A couple nights ago, I made the Tempeh Helper from Appetite for Reduction. It was the first time I’d had *anything* Helper.
When I was a kid, my parents (by which I really mean my mom) refused to keep junk food in the house. While my classmates had Gushers and Capri Suns and those adorably small bags of Doritos overflowing from their Power Rangers lunch boxes, I had baby carrots and leaky thermoses of juice and homemade peanut butter and cracker sandwiches waiting for me. While my friends gleefully gorged on Captain Crunch for breakfast, I mournfully munched on cornflakes. While my peers sucked down Coke, I sipped on water. Soda and artificial colors and chips were just not welcome in my house, thank you very much.
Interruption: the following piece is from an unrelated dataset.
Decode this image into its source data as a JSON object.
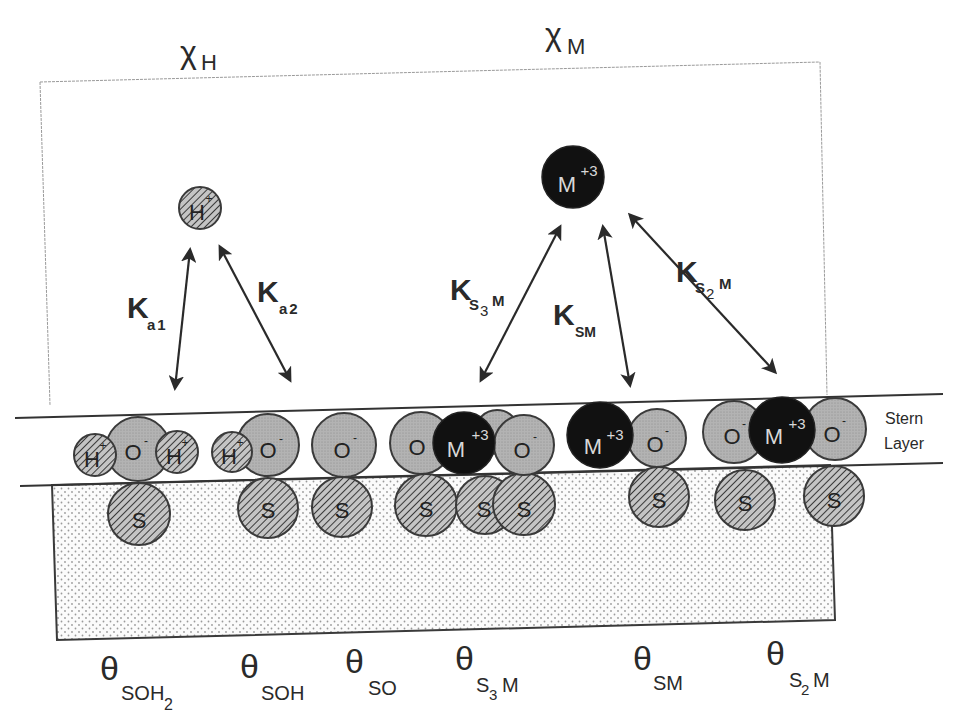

I always looked forward to road trips with my dad, because I knew he was more tolerant of junk food and would stock up on Pringles and Arizona iced tea. Score!
So, perhaps needless to say, we didn’t really keep any sort of Helper around the house, hamburger or otherwise. Therefore, my experience with Isa’s Tempeh Helper was my virgin foray into being Helped. Rawr!

The help.
I totally ignored Isa’s pasta recommendation for this dish and made it with my new favorite pasta shape, cavatappi. I can’t get enough of those big ol’ spirals! And I think it worked; they paired nicely with my “rustic” chunks of tempeh.
So, what did I think about this Helper experience? Well, it was tasty, but not mindblowingly amazing. I love me a nutritional yeast-based sauce, but I honestly felt that the Easy Breezy Cheezy sauce was a teensy bit bland. The sauce calls for two tablespoons of broth powder, and Isa recommends Frontier’s “chicken” broth powder. I was quite excited to discover that my co-op carries many a Frontier powder (thanks for the co-op membership, mum!), so I happily purchased a small bag of said powder. However, the Tempeh Helper recipe also calls for two tablespoons of the same broth powder, and I felt that the entire recipe (Helper + sauce) was sort of a one note deal – the “chicken” broth flavor overpowered everything else! Now, maybe that’s the allure of the Helper franchise, and perhaps anyone who grew up on Hamburger Helper would take one bit of the Tempeh Helper and be walloped with a massive smack of nostalgia. But my Helper-less childhood rendered me immune to those sort of attacks. That said, it was still a totally satisfying meal, and I’d probably consider making it again… but I’d mix up the spices for sure.
Were you a junk-food-deprived kid like me, or were your parents less strict? Have you tried Isa’s Tempeh Helper? What did you think?